Boston is no longer treating extreme heat as an emergency management footnote. Since January 2025, the city has designated 23 permanent "Cool Zones" across all neighborhoods, with the densest cluster running through Dorchester and Roxbury — two zip codes that suffered disproportionate heat-related hospital admissions during the July 2024 heat event that pushed temperatures to 98 degrees on Blue Hill Avenue for three consecutive days.
What Boston Is Actually Doing Differently
The anchor of the city's approach is a program called HeatSafe Boston, run out of the Office of Environment, Energy and Open Space and operating in partnership with Boston Public Health Commission. Unlike the passive "open a library" model that failed Paris in 2003 and has been criticized again this summer, HeatSafe deploys 47 community health workers — most of them hired from within the neighborhoods they serve — who conduct door-to-door wellness checks during any stretch of three or more days above 90 degrees. The workers carry portable fans and electrolyte kits, and they flag residents for follow-up visits. In Roxbury alone, the program logged 1,400 home contacts during a five-day stretch in June.
The Jackson Square MBTA station on the Orange Line has been retrofitted with a shaded outdoor waiting area and a misting installation maintained by the Boston Water and Sewer Commission — a small thing that nonetheless kept foot traffic moving through a transit node that serves roughly 6,500 riders daily. The nearby Hyde Square Task Force, a Jamaica Plain community organization, coordinates Spanish-language outreach to the neighborhood's large Dominican and Central American population, many of whom historically avoided city-run facilities.

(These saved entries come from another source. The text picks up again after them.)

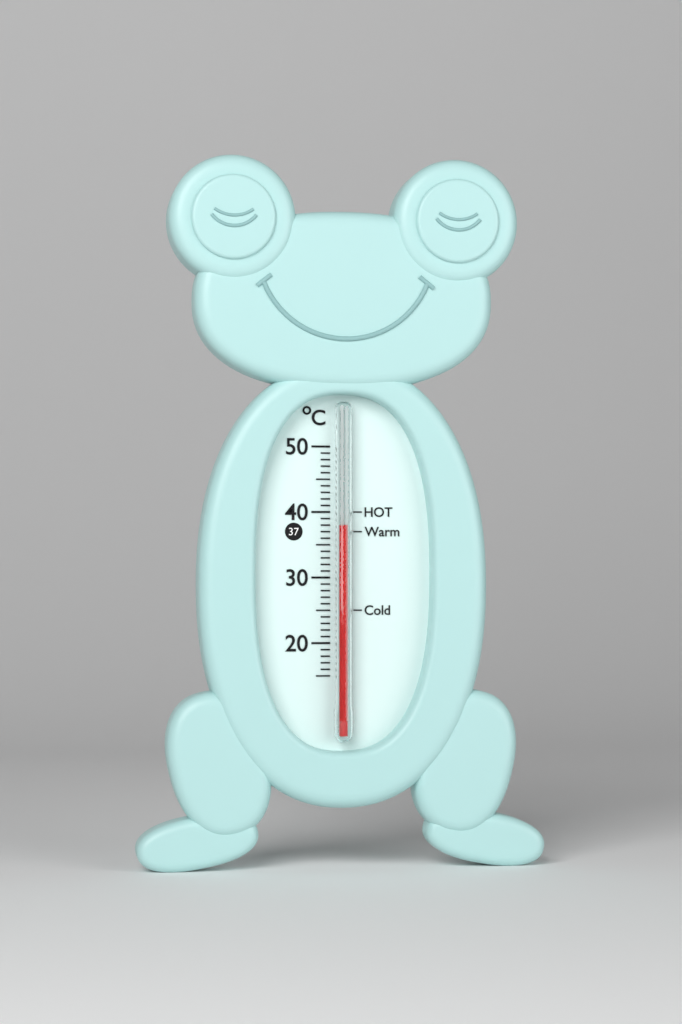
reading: 38 °C
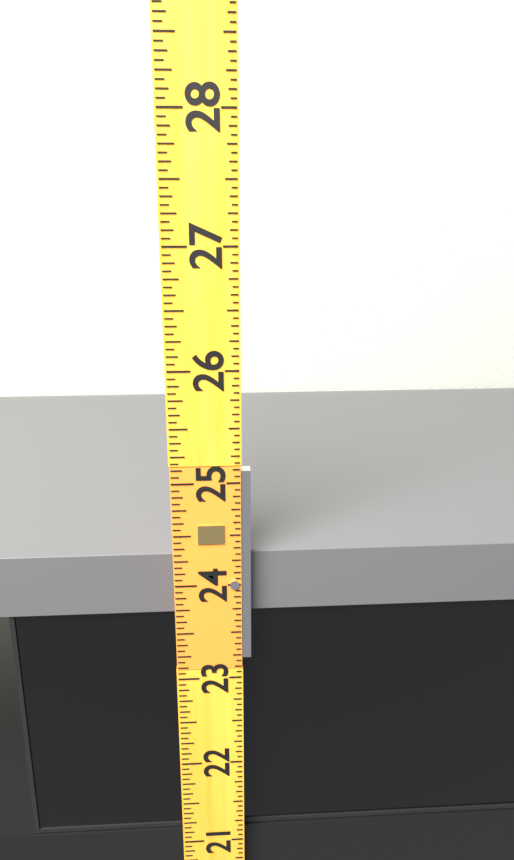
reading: 24.2500 (no unit)
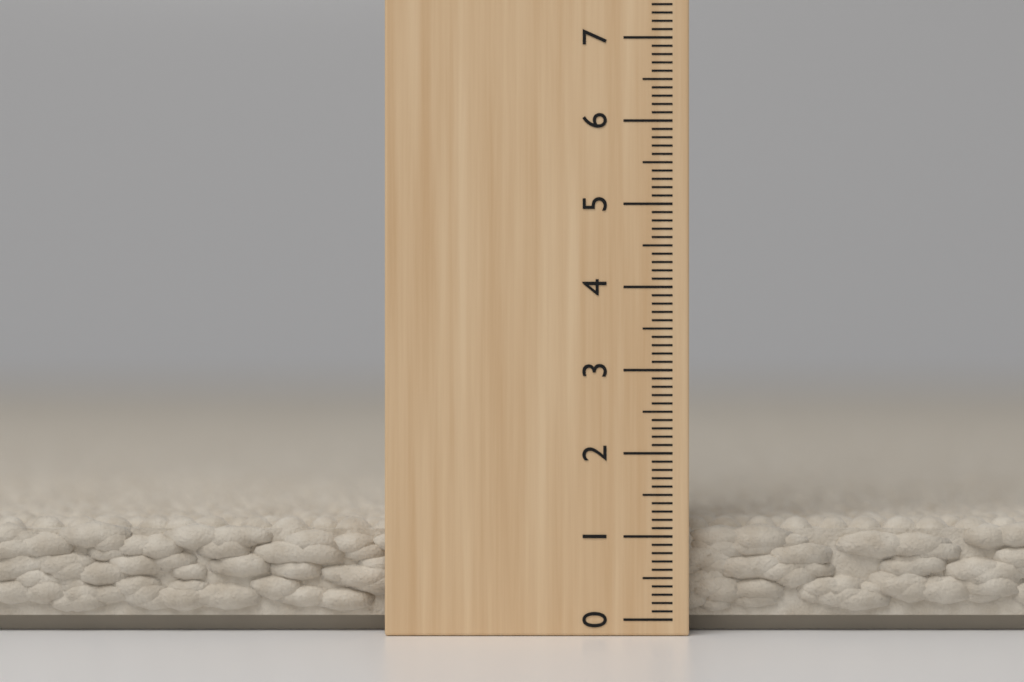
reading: 1.2 cm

Rotterdam, the Dutch port city that has become a reference point for urban climate adaptation, takes a different approach: it invests primarily in hard infrastructure — green roofs, water plazas, permeable pavement — with significantly less emphasis on community health workers. Dublin, which has faced its own heat mortality questions despite a cooler baseline climate, has no equivalent of Boston's door-to-door outreach system. Warsaw, currently spending heavily to reposition itself ahead of what Polish officials describe as a critical period of climate and security pressure, has begun consulting with European Union urban resilience offices that have themselves requested briefings from Boston's Public Health Commission, according to city documents obtained by The Daily Boston.
The Gap That Still Exists
Boston's strategy has real weaknesses. The HeatSafe program's annual budget sits at $4.2 million — adequate for a moderate heat year but stretched thin if the city faces a Paris-2003-style event lasting two weeks or more. The city's urban tree canopy in East Boston and parts of South Dorchester remains below 15 percent coverage, compared to a citywide target of 25 percent by 2030 set under the Climate Ready Boston plan. Planting has accelerated since 2024, with 1,200 street trees added along Dorchester Avenue and Meridian Street in East Boston, but arborists say meaningful shade canopy from those trees is still eight to twelve years away.

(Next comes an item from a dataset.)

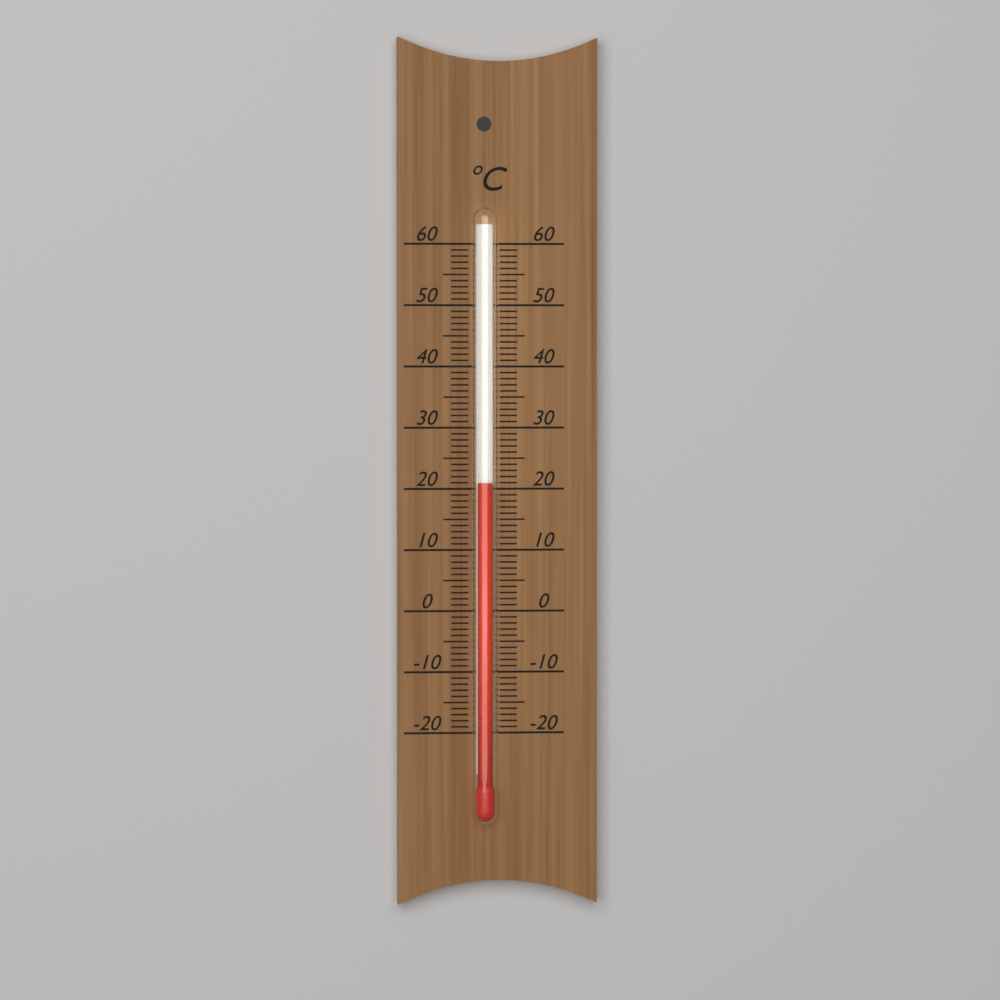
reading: 21 °C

Housing density is also complicating the math. New residential construction in Jamaica Plain and lower Dorchester — part of the Wu administration's push to add 69,000 housing units citywide by 2030 — means more people living in buildings that lack central air conditioning, a chronic problem in the region's aging triple-decker stock.
City officials say the next phase of HeatSafe, launching this fall, will target triple-decker buildings specifically, using utility data from Eversource to identify households without air conditioning in the highest-risk census tracts. Residents in those areas can expect outreach starting in the spring of 2027 — before the heat arrives, for once, rather than after.